But I know all this, and it isn't really "self-destructive" so much as it is "self-flagellation." It is transparently obvious to myself (and others, such as Maynard, who knows me best) that I am actively keeping myself from getting "burned" again. It's a known quantity and one that has been the topic of several conversations with my family and friends in recent weeks.

I met a woman last week. She's young, but smart, charismatic, and incredibly attractive. I am pretty sure I've gotten all the signals. Maynard says I should ask her out, but I feel that I'd just sweep her up into the aforementioned intention for failure.

The thought makes me happy nonetheless. Even if I never speak to her again, I'm pleased that I didn't immediately seek to destroy. Over the weekend, I even failed spectacularly at being self-destructive.

Which is why yesterday was such a shock.

I will move away from here.
You won't be afraid of fear.
No thought was put into this.
I always knew it would come to this -
Things have never been so swell;
I have never failed to fail
Pain


Pretty much immediately after I wrote about my switch from Lunesta to Ambien yesterday I found myself flailing inside the blackest depression cloud I've encountered in many, many moons.

As a rule, I do not perceive myself as being a "depressed" person - at least, no more so than any other human being I know. I have ups and downs, to be sure, and I've had a spectacularly shitty year, but for the most part I consider myself to be "up beat".

I am not the only person who thinks this; most people who I interact with feel the same way.

So it came as quite a shock to me yesterday when I found myself seriously considering giving up and ending everything.

Everyone ponders suicide from time to time. For me, every time that thought crosses my mind, there is a switch that gets clicked somewhere in the cob-webby recesses of my skull that activates some sort of animatronic ass kicking machine that delivers a solid whallop to my posterior. I drop the thought, and I move on.

But not yesterday.

I'm so warm and calm inside.
I no longer have to hide.
Lets talk about someone else -
Steaming soup against her mouth.
Nothing really bothers her;
She just wants to love herself.


That fact - that the animatronics didn't fire - was enough to tell me that something was seriously fucking wrong. At this point, the Batman process kicked in and told me "this is probably chemical in nature and not indicative of reality."

Minor research into the possible side effects of Ambien indicates that "altered thought patterns" was one of the known effects.

So I made an appointment with the doctor and saw him yesterday afternoon. He, too, expressed surprise at my mood, since, in his words, I have "always struck him as up beat." We agreed that Ambien obviously disagreed with me and he pulled me off it, substituting Restoril for my chronic insomnia instead.

There was also a short conversation that I assume he was required to have with me regarding whether or not I was seeking hospitalization. I wasn't; I just wanted to fix what was broken.
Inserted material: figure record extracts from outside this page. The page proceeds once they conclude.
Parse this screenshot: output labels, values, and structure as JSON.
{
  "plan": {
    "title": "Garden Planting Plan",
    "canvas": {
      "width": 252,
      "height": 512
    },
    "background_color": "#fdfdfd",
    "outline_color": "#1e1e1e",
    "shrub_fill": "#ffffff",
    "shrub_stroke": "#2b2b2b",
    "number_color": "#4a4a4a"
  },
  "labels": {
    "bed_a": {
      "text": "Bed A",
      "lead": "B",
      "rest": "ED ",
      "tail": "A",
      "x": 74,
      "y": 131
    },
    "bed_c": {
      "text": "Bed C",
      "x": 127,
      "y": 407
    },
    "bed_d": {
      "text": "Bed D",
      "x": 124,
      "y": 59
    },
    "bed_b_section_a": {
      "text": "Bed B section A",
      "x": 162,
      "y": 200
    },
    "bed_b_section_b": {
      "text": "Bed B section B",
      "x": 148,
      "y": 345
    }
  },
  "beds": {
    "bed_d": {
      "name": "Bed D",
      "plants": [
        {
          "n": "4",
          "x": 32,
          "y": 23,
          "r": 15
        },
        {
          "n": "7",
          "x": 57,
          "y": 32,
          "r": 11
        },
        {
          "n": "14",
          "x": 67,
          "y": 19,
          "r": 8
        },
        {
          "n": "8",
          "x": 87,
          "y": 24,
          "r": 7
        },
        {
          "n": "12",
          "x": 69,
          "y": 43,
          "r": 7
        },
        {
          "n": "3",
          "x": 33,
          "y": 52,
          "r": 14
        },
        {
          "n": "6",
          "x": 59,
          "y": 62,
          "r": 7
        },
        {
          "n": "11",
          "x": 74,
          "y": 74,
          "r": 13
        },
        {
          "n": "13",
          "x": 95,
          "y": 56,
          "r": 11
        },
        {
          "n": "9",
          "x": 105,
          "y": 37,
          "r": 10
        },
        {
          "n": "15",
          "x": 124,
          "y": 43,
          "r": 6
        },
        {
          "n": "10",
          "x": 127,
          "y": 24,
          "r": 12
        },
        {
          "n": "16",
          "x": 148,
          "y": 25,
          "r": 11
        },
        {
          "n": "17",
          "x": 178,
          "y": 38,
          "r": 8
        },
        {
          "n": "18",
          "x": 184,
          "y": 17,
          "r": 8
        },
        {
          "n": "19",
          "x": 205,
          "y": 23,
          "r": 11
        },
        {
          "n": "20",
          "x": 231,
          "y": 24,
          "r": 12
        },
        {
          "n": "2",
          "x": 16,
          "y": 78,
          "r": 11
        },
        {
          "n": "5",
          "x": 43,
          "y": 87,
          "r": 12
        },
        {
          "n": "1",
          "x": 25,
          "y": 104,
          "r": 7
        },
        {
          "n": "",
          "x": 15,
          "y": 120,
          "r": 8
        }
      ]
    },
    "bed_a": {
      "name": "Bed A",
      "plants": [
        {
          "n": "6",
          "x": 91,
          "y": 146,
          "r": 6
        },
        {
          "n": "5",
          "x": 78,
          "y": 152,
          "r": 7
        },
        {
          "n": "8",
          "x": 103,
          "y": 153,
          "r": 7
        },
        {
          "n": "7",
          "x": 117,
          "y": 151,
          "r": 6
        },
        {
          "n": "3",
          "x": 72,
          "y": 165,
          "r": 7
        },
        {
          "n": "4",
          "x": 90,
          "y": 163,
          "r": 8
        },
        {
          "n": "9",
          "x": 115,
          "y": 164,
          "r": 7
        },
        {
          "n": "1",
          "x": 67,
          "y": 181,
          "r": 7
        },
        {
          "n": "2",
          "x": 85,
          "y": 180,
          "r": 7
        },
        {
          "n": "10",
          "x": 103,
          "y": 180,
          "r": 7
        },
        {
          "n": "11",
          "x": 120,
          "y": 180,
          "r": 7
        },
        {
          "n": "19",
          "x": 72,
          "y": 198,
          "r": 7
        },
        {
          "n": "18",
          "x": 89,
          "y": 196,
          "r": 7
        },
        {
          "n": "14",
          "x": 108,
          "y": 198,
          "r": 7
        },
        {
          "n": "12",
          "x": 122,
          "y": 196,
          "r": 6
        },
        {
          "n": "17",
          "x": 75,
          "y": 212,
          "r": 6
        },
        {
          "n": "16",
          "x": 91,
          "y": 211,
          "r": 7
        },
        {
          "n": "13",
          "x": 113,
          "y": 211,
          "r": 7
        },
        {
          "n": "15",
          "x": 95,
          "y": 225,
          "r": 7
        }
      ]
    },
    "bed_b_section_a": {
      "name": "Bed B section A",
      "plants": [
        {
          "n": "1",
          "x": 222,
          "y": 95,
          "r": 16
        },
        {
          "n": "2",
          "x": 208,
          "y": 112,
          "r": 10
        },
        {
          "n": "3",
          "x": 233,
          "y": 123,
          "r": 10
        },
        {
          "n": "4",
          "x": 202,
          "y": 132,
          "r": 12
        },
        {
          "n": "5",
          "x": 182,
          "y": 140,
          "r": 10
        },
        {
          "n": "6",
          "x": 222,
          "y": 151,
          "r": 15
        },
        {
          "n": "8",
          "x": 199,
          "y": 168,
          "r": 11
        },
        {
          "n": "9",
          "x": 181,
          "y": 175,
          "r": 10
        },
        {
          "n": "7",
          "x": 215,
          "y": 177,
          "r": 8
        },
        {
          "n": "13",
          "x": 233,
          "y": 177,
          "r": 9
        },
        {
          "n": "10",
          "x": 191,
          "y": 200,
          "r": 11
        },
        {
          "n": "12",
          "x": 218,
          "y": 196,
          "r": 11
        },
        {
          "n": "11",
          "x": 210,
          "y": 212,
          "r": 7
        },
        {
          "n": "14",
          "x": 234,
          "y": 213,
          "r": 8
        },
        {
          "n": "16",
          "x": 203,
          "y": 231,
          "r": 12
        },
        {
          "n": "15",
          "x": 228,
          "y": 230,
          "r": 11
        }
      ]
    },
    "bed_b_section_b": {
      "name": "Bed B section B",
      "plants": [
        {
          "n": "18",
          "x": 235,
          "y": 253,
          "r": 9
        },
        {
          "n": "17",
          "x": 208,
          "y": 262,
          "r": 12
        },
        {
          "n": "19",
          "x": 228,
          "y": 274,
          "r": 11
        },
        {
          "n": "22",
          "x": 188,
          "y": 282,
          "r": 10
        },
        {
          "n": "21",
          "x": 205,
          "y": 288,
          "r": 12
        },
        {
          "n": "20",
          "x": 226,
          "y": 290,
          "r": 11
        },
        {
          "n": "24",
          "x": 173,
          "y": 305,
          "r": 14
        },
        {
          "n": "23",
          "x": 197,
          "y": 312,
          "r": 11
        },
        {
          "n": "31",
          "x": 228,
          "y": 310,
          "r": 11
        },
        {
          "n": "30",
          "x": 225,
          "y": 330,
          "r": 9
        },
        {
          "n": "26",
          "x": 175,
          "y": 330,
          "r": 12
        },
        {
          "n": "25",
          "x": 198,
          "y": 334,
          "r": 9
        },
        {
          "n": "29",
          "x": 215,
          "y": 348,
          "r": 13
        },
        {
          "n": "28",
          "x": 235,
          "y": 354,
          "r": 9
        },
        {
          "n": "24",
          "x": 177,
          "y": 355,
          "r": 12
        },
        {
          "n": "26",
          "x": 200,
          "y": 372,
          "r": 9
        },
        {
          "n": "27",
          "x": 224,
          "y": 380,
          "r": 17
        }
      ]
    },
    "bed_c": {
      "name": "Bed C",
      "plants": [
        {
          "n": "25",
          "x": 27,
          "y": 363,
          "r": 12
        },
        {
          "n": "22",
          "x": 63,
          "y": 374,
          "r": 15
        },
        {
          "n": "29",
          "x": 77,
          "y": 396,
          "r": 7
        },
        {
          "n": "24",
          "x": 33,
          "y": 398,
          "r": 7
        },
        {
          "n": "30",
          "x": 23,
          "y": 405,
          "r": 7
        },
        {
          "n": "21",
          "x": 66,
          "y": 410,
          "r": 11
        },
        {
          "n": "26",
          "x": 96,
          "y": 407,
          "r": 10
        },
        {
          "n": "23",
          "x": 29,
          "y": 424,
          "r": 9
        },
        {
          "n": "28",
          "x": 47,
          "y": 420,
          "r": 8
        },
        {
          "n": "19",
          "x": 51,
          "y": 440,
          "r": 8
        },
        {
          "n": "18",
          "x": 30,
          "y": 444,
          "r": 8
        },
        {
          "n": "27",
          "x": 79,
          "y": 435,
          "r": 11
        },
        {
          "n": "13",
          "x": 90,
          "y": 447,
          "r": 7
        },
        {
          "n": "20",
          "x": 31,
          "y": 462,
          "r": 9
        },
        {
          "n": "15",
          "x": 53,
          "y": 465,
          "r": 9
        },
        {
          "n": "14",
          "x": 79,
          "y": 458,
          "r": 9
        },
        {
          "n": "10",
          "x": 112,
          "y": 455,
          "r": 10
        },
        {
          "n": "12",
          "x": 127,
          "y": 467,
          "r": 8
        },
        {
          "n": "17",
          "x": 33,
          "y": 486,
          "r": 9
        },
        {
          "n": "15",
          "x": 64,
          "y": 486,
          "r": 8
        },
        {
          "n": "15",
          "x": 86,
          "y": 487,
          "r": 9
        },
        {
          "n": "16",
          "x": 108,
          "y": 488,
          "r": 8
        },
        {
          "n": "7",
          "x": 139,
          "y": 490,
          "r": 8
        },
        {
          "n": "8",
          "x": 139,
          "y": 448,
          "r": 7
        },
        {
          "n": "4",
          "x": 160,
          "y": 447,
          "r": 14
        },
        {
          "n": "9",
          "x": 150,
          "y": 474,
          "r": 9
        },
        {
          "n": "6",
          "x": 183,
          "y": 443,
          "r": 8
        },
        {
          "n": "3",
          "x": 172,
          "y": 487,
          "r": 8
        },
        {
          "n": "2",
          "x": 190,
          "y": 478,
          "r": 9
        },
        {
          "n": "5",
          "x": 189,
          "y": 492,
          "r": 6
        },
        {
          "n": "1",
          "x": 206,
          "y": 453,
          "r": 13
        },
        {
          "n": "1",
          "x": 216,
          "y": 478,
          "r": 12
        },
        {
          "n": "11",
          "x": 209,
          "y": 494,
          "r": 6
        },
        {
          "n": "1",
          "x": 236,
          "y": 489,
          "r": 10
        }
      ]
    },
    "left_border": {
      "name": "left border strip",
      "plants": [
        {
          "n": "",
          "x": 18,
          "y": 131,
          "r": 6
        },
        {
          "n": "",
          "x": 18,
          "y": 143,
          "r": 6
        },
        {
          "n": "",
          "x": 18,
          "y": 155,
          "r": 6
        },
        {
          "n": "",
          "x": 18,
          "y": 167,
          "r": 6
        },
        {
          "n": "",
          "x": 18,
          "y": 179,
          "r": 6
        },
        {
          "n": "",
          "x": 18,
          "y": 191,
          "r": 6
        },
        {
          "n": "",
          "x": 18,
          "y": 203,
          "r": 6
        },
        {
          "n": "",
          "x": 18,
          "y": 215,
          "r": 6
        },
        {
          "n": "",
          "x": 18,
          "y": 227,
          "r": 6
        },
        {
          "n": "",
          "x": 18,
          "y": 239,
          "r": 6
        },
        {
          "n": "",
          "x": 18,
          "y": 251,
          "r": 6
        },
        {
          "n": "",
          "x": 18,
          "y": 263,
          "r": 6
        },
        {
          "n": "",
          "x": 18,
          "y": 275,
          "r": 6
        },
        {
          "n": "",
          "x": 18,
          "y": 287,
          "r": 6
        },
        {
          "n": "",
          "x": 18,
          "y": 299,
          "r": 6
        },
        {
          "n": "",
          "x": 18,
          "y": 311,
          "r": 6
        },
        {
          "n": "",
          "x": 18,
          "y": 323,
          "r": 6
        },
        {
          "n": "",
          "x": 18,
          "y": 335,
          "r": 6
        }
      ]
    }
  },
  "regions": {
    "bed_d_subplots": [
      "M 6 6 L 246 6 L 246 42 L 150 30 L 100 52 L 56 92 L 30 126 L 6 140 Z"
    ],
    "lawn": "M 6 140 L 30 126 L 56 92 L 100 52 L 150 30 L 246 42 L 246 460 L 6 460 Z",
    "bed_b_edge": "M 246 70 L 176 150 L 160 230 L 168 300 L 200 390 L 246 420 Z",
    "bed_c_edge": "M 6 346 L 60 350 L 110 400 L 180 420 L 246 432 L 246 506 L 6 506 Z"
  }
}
By the time I got home in the afternoon I was feeling about four thousand times better. For one, I had taken steps to change things. Taken control, been proactive rather than reactive (the fact that any residual Ambien [which has a half-life of like, three hours] had been flushed out of my system by then probably helped, too).

I will move away from here.
You won't be afraid of fear.
No thought was put into this;
I always knew it'd come to this.
Things have never been so swell;
I have never failed to fail
Pain.


Last night, Maynard and I jammed for about two hours. We both picked up our instruments only intending to play for five minutes or so and the next thing we knew it was late.

We've been doing that a lot lately. It has been cathartic for both of us (he is going through his own shit).

I remember when I first started playing, everyone I knew said, "oh, you'll love it, playing guitar is a great way to get rid of angst and anxiety." I didn't believe them at the time because I couldn't play. Far from decreasing stress, it amplified it because I was so frustrated by my inability to play.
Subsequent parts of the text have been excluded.